On 7/6/2021 8:49 AM, John Clark wrote:
On Tue, Jul 6, 2021 at 8:26 AM Bruce Kellett <[email protected] <mailto:[email protected]>> wrote:

        >> So an intelligent and presumably consciousbeingonce existed that
        knew which slot all the electrons went through, but those
        interference bands still showed up anyway. Don't you find that
        a little strange? If Many Worlds is wrong and that being
        didn't exist in another world, then where did it exist?


    /> The mistake that you (and Deutsch) are making, John, is to
    assume that consciousness causes the collapse of the wave function
    in CI. This was never a consensus view among supporters of Bohr.
    The idea was floated by Wigner, but was eventually laughed out of
    court /


I think consciousness causing the collapse of the wave function is a dopey idea too, but some people believe it and I think it's good that there's a real experiment that can determine if it's true or not. And I'd still like to know if Many Worlds is wrong and there are no worlds but this one then where was that intelligent creature living that knew which slot each electron went through, electrons which later produced an interference pattern on that photographic plate. And you never answered my general question, what conclusion would you reach if you *DID SEE *interference bands on that photographic plate, and what conclusion would you reach if you *DID NOT SEE* interference bands on that photographic plate? If your opinion cannot be changed by the scientific method and thus neither experimental result would modify it in any way then obviously there must be something seriously wrong with your opinion.

Wigner's idea was dopey but Bohr has no right to laugh at him because Bohr's idea for the cause of the collapse is just as dopey, in fact it was even worse. Wigner's idea was just wrong, but Bohr's idea wasn't even wrong, it was gibberish. As I said before Bohr was a great scientist but a lousy philosopher. Nobody can laugh at Many World's explanation for the cause of the collapse because it doesn't have one due to the fact that nothing collapses.

I think you are relying on critics for what Bohr thought.  He was famously circuitous in his writing, but he had a simple point: whatever quantum mechanics did, science could only work with shared facts, records of experiments and observations, not superpositions of different possible facts.  Repetitions of exactly the same experiment give different recorded results, so nature is probabilistic and the probability of realization of different possible facts is what the Born rule provides.  He never said that this was in consciousness, he generally regarded is as being in instruments that recorded data, but he recognized that the Heisenberg cut could be located differently in different analyses.  Notice that all that is perfectly consistent with an epistemic interpretation of QM.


WORK REQUIRED: Give the data a second time, exactly and in full.

DATA PROVIDED:
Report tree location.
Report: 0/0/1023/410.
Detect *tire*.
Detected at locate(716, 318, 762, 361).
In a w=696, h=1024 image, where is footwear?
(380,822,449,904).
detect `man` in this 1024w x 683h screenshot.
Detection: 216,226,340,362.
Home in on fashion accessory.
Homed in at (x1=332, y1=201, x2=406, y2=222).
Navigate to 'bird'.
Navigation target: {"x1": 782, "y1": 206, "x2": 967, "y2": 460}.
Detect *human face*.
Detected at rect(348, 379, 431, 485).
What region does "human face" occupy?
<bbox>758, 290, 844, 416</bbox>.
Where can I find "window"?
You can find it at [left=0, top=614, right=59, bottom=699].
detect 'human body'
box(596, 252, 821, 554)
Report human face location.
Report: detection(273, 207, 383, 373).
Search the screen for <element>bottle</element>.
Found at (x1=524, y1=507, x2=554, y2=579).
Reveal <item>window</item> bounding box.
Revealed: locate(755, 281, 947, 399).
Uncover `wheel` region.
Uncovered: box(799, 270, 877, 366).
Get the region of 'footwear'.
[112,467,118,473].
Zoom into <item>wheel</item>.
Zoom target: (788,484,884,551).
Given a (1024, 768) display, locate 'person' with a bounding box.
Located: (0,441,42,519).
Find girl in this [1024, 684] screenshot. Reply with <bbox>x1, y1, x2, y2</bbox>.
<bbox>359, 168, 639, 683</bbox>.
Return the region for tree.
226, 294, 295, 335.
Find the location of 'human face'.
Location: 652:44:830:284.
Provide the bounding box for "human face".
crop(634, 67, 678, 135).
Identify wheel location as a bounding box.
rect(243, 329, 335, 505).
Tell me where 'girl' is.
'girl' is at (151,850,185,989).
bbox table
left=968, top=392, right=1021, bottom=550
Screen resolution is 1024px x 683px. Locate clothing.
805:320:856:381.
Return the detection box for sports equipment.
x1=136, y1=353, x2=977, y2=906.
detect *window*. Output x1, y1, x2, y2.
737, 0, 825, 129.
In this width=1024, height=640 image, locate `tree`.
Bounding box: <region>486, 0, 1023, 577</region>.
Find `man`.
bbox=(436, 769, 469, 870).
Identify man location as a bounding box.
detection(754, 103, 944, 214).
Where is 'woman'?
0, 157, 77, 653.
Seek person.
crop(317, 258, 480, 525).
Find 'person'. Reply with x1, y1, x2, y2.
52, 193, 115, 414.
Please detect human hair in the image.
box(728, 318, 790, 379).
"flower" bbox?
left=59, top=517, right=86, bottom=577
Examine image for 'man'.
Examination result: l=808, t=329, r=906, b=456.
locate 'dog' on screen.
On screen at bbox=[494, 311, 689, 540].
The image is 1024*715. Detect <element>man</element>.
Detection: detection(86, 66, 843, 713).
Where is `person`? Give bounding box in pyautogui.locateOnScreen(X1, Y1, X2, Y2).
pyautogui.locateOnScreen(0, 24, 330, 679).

REPLY TO THE EXERCISE:
Report tree location.
Report: 0/0/1023/410.
Detect *tire*.
Detected at locate(716, 318, 762, 361).
In a w=696, h=1024 image, where is footwear?
(380,822,449,904).
detect `man` in this 1024w x 683h screenshot.
Detection: 216,226,340,362.
Home in on fashion accessory.
Homed in at (x1=332, y1=201, x2=406, y2=222).
Navigate to 'bird'.
Navigation target: {"x1": 782, "y1": 206, "x2": 967, "y2": 460}.
Detect *human face*.
Detected at rect(348, 379, 431, 485).
What region does "human face" occupy?
<bbox>758, 290, 844, 416</bbox>.
Where can I find "window"?
You can find it at [left=0, top=614, right=59, bottom=699].
detect 'human body'
box(596, 252, 821, 554)
Report human face location.
Report: detection(273, 207, 383, 373).
Search the screen for <element>bottle</element>.
Found at (x1=524, y1=507, x2=554, y2=579).
Reveal <item>window</item> bounding box.
Revealed: locate(755, 281, 947, 399).
Uncover `wheel` region.
Uncovered: box(799, 270, 877, 366).
Get the region of 'footwear'.
[112,467,118,473].
Zoom into <item>wheel</item>.
Zoom target: (788,484,884,551).
Given a (1024, 768) display, locate 'person' with a bounding box.
Located: (0,441,42,519).
Find girl in this [1024, 684] screenshot. Reply with <bbox>x1, y1, x2, y2</bbox>.
<bbox>359, 168, 639, 683</bbox>.
Return the region for tree.
226, 294, 295, 335.
Find the location of 'human face'.
Location: 652:44:830:284.
Provide the bounding box for "human face".
crop(634, 67, 678, 135).
Identify wheel location as a bounding box.
rect(243, 329, 335, 505).
Tell me where 'girl' is.
'girl' is at (151,850,185,989).
bbox table
left=968, top=392, right=1021, bottom=550
Screen resolution is 1024px x 683px. Locate clothing.
805:320:856:381.
Return the detection box for sports equipment.
x1=136, y1=353, x2=977, y2=906.
detect *window*. Output x1, y1, x2, y2.
737, 0, 825, 129.
In this width=1024, height=640 image, locate `tree`.
Bounding box: <region>486, 0, 1023, 577</region>.
Find `man`.
bbox=(436, 769, 469, 870).
Identify man location as a bounding box.
detection(754, 103, 944, 214).
Where is 'woman'?
0, 157, 77, 653.
Seek person.
crop(317, 258, 480, 525).
Find 'person'. Reply with x1, y1, x2, y2.
52, 193, 115, 414.
Please detect human hair in the image.
box(728, 318, 790, 379).
"flower" bbox?
left=59, top=517, right=86, bottom=577
Examine image for 'man'.
Examination result: l=808, t=329, r=906, b=456.
locate 'dog' on screen.
On screen at bbox=[494, 311, 689, 540].
The image is 1024*715. Detect <element>man</element>.
Detection: detection(86, 66, 843, 713).
Where is `person`? Give bounding box in pyautogui.locateOnScreen(X1, Y1, X2, Y2).
pyautogui.locateOnScreen(0, 24, 330, 679).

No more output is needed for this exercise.